The Rationale of Punishment

Book IV

Proper Seat of Punishment

Section II

PUNISHMENT APPARENTLY, BUT NOT REALLY MIS-SEATED---CIVIL RESPONSIBILITY

One class of cases may be marked out in which a punishment to which it may happen in appearance to be mis-seated is not mis-seated in reality. The offense is committed by A, who is a person under power; the punishment is inflicted on B, in whom the power resides. In other words, the superordinate is made responsible for the subordinate.

To this class of cases may be aggregated the following:---

Responsibility of

In all these cases, though to appearance the punishment may be mis-seated, yet in point of fact the punishment is inflicted on the person having the power, not under the notion of innocence on his part, but in contemplation of delinquency on the score of negligence for an ill choice of, or want of attention to, his subordinates. It is on his part a transgression of the negative cast, consisting in the omitting to take proper precautions for the prevention of the positive offence committed by his subordinates.

Under our law, the sheriff is punished if any of the prisoners under the gaoler's custody escape. The sheriff has not the immediate custody of the prisoners; his other duties are incompatible with that. From this circumstance alone then there is no reason for supposing any complicity on his part. But the gaoler is appointed by him; and the object of the law is to render him circumspect, in his choice. The gaoler himself is the person immediately responsible, but as the safe custody of prisoners is a matter of the highest importance, the punishment levelled at the sheriff is in the highest degree expedient, and the more so as the amount of it is in certain cases left to the discretion of the Judge.

The responsibility thus imposed on superiors for the acts of their subordinates is founded not only on the reasons above mentioned, but on others; equally substantial, which have been more particularly developedin another work.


WHAT IS EXPECTED: Return a copy of every line in the records that includes the word "space".

PROVIDED MATERIAL:
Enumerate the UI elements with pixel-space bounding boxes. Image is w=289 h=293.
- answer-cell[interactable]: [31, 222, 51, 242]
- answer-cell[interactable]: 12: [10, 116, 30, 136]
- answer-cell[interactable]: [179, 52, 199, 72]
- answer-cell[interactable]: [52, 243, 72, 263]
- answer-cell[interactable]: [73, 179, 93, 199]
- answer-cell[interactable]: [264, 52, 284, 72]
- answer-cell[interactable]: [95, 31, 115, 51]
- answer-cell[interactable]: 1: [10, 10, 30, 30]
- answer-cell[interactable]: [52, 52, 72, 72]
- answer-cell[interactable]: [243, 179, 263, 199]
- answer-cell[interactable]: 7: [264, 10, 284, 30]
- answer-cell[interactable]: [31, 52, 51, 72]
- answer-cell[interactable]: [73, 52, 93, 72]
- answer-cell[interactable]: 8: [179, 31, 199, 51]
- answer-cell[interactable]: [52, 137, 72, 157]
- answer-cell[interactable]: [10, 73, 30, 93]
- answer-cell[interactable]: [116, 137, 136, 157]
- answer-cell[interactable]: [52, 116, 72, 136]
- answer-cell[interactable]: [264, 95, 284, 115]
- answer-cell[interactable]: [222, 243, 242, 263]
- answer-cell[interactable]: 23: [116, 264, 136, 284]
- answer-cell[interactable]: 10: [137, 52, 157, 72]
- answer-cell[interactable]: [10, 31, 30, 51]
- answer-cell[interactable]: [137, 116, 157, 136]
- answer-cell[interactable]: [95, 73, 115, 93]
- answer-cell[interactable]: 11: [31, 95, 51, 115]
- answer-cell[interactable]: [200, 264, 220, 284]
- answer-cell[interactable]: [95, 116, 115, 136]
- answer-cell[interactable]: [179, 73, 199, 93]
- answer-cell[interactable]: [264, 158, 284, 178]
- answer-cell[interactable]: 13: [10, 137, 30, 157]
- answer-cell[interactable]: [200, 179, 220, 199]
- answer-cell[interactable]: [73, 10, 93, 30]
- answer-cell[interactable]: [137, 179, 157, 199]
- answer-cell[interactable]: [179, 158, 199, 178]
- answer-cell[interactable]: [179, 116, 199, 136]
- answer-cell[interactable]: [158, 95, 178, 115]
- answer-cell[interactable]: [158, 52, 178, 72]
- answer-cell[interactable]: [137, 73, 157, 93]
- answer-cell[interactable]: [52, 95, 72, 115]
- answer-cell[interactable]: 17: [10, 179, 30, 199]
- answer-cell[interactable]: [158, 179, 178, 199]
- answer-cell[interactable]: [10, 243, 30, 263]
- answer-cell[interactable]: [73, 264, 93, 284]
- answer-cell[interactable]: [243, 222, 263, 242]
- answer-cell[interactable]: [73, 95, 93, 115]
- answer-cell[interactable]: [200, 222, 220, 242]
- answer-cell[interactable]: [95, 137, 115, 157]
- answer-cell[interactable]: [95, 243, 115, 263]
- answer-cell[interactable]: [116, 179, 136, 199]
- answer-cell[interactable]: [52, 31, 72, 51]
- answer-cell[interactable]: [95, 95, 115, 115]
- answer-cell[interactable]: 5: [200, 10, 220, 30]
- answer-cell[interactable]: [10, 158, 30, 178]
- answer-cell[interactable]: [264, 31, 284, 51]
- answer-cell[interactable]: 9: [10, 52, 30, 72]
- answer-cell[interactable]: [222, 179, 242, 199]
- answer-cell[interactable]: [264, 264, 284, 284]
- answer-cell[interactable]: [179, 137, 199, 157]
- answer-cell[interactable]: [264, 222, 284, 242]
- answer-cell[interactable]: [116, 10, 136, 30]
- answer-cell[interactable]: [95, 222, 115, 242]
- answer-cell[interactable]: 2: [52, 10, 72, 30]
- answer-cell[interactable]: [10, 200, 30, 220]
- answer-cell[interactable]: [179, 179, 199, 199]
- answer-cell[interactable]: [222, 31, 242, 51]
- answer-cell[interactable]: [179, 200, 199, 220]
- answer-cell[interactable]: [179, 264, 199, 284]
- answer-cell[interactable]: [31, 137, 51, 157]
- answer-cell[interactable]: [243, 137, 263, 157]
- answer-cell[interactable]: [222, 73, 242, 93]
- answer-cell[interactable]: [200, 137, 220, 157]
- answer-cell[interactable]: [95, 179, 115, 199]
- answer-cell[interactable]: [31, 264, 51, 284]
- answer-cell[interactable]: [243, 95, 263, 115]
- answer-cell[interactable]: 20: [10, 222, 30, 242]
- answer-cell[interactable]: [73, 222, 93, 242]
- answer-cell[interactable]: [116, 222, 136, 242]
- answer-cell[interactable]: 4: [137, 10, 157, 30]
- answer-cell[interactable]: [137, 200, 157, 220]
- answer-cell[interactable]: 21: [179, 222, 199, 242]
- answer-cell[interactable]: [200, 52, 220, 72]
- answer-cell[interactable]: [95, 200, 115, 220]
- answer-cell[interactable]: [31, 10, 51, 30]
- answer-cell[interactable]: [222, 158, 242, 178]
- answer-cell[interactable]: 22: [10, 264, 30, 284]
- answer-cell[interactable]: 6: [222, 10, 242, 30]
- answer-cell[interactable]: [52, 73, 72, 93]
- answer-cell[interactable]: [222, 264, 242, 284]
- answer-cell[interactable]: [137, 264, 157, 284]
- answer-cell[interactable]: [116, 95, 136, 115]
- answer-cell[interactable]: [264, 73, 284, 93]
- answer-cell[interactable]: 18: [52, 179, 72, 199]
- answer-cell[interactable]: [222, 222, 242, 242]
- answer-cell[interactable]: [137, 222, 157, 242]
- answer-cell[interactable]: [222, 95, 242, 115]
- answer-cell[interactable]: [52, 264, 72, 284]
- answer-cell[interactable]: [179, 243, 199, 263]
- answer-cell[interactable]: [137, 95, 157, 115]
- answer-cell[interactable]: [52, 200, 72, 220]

==

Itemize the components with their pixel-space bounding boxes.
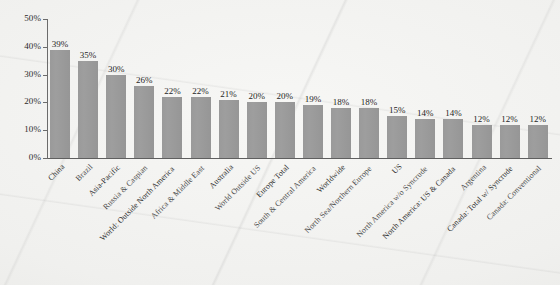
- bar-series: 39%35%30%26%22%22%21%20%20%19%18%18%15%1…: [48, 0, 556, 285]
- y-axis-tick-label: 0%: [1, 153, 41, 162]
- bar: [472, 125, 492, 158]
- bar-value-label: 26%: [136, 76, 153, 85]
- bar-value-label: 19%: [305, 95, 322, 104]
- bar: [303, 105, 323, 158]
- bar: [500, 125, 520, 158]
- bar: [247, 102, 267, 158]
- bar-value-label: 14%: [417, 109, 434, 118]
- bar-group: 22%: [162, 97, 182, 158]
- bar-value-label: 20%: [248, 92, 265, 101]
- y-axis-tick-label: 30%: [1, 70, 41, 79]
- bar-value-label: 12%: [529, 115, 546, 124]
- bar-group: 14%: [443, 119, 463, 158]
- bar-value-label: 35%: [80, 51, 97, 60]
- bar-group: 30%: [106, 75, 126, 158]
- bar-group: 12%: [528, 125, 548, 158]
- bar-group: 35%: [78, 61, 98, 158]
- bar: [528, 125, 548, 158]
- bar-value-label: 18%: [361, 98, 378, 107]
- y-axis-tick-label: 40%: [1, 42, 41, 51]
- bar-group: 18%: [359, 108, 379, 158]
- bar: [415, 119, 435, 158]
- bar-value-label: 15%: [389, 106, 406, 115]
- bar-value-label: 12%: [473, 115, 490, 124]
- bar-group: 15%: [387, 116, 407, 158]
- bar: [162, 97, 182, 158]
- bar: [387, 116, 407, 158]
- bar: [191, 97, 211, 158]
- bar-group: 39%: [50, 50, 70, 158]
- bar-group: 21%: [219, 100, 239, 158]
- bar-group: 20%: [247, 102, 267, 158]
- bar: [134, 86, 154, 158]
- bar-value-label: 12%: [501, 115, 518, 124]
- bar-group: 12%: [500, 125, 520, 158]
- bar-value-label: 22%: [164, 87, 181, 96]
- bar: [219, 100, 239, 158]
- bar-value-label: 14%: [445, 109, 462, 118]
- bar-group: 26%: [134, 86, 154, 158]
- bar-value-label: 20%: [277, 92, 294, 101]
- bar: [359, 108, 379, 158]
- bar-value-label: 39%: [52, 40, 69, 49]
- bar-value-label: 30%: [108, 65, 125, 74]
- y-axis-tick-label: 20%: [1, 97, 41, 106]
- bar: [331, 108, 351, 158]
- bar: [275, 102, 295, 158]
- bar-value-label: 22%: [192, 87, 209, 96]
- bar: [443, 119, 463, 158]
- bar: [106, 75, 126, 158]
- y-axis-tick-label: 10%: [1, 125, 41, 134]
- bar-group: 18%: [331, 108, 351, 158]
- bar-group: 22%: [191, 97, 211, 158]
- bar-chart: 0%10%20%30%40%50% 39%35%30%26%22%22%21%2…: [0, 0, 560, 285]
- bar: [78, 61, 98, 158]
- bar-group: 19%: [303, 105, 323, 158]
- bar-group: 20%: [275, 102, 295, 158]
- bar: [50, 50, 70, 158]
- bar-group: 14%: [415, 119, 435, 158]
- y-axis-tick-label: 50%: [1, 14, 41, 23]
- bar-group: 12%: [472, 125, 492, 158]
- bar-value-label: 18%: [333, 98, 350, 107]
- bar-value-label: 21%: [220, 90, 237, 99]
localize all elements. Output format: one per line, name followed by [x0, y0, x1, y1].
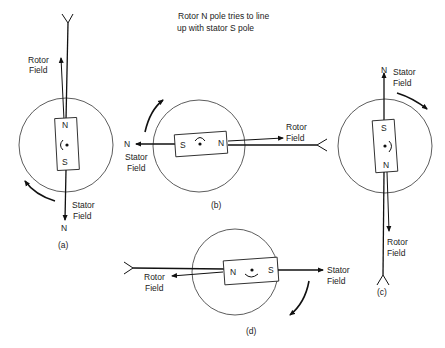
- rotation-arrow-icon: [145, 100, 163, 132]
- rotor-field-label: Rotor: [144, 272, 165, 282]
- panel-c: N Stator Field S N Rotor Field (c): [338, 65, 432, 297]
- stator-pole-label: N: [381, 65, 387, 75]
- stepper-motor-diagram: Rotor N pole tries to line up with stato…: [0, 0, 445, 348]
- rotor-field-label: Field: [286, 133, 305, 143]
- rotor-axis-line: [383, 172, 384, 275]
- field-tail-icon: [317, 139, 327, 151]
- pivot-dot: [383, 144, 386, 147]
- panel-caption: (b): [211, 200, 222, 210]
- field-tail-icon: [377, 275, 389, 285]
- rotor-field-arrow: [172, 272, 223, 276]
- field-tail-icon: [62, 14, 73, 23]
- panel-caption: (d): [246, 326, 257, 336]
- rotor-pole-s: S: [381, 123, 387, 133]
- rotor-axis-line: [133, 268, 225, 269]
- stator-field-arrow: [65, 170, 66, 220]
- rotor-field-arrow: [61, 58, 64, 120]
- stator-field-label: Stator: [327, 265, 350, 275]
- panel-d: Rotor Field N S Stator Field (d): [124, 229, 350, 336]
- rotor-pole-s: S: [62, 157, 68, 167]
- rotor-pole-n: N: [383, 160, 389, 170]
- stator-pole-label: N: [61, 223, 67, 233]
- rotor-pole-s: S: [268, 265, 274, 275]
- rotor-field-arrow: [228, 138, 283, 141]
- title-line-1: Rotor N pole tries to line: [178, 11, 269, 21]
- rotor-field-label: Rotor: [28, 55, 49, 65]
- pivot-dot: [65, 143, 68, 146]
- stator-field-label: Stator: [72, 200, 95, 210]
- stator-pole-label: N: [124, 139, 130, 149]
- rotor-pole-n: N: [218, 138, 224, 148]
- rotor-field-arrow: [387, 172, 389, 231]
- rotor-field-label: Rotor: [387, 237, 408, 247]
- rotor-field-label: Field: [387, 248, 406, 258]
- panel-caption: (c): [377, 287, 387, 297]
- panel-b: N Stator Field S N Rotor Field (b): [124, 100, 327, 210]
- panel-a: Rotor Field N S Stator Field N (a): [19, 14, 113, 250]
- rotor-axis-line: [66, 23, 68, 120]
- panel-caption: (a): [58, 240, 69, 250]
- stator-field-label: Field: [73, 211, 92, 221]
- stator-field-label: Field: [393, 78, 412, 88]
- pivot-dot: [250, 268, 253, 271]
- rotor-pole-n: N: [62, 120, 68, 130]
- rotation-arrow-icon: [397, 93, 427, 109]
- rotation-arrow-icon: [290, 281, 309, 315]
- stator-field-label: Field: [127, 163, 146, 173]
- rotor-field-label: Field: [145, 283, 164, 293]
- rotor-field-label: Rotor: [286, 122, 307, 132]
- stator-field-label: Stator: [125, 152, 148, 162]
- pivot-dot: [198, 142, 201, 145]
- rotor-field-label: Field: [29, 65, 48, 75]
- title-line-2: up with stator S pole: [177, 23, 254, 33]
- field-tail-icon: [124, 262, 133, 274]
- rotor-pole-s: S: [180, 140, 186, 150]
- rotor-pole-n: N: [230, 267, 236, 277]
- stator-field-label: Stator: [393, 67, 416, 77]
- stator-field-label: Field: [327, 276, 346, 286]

SOLUTION TO THIS TASK:
Enumerate the UI elements with pixel-space bounding boxes. Image is w=289 h=293.
Itemize the components with their pixel-space bounding boxes.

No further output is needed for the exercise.